I could remember sleeping. But there was never any dreaming. There was only stitching.
Sleep was like a silver needle that I would ride, braced in its eye. As a child, all night long I would stitch up the parts of my family that were coming apart, good and tight to last another day.
Then all day long I would watch my night stitches unravel. And I would bite my lips and try to mend their arguments with my apologies, hoping that it would all just last until sleep that silver needle.
So when could I have dreamed?
I grew up on the seam of life where the edges meet but won't hold together.
That is why, when I finished growing, I started moving as far away from that seam as possible. I traveled to the end of land where I came upon a small city that was speeding through time, in a hurry to get to it's future. I was tired and it was going my way. So I jumped inside and went to sleep with my back to the sea.
But that night I could hear the waves trying to push the continents further away from each other. That sound dragged me through sleep like a cold tide until I came to the silver needle.
All that night I rushed back and forth beneath the sea trying to stitch the lands of the earth back together. But I never could.
Those first nights in the city almost wore me away, stitching against the sea.
Then I found a job that was shaped like a ladder, where the higher you climbed the tighter you gripped the rungs. On my first day of that job I was feeling very strange, very out of place, until I looked up from my bottom most rung and I saw the other people.

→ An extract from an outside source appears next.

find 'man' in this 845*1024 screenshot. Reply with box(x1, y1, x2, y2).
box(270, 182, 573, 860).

They were starting to fall apart because they were so afraid of falling off.
I felt myself slide into place. I let go of the sea.
That night I climbed aboard the silver needle and I started night stitching. I never rose any higher at that job. I just stayed at the bottom stitching up other people's ambitions when they ripped, and taking silent responsibility when they fell.

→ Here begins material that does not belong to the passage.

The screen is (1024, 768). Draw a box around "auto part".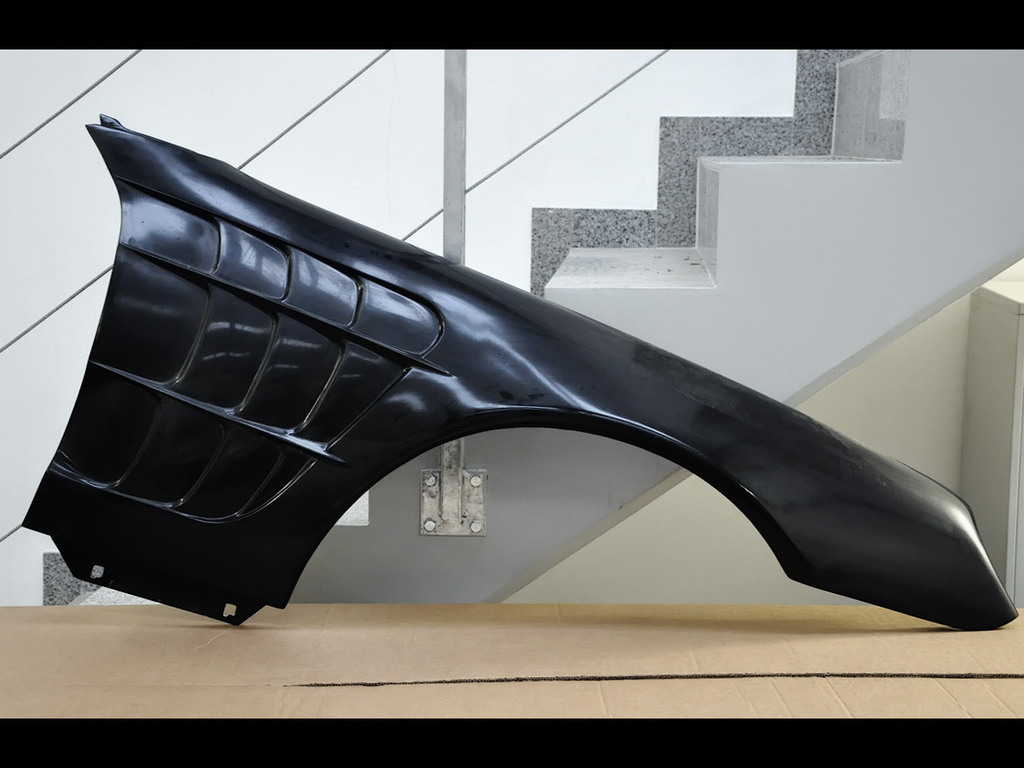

But every once in a while one of them would suddenly look around and cry, "Hey, I am not this stupid job!"
They would let go of the ladder. They would fly away.
And I always felt somehow cheated.
I just knew they were able to fly away like that because they'd already been flying in their dreams.
Then one night as I was stitching I felt a question in my heart. I looked down at my hands and saw that I had come to the end of my thread. I reached up and touched my face, so weathered, so textured, and knew that I was an old woman now and I had come to the end of my life.
I took up the end of the thread in my hands that I might tie it up to secure all that I had accomplished.
But there was that question in my heart again. It was making it hard for me to concentrate. I decided to listen.
It was so quiet at first I couldn't hear it. Then I could.
"What's at the other end of your thread?" my heart was asking me softly.
I couldn't tell it. I couldn't remember when I had first climbed aboard the silver needle and started stitching. It was just something I had always done. Always.
I took up the thread in my hands again that I might tie it up good and tight to secure all that I had accomplished, braced in the eye of the silver needle.
And my heart roared, "WHAT'S AT YOUR BEGINNING!"
It was so loud that I grabbed my thread and starting pulling. And once I started I couldn't stop. I was pulling, I was yanking, I was unraveling. Thread was running across my fingers until my hands burned. All my night stitches were coming free.
And then the whole thing jumped out of my grasp and dancing at the other end of my thread was the strangest creature.
She had the body of a lion cub and the wings of an eaglet. The untroubled face of a young girl and the vibrant eyes of an old woman. And she was carrying a book that was filled with the most graceful handwriting.
She danced over to me and said, "Here. I've been writing them all down for you while you stitched."
Then she placed the book in my hands and danced away.
I curled up in the eye of the silver needle and I very carefully opened the book to the first page. And I began to read my dreams.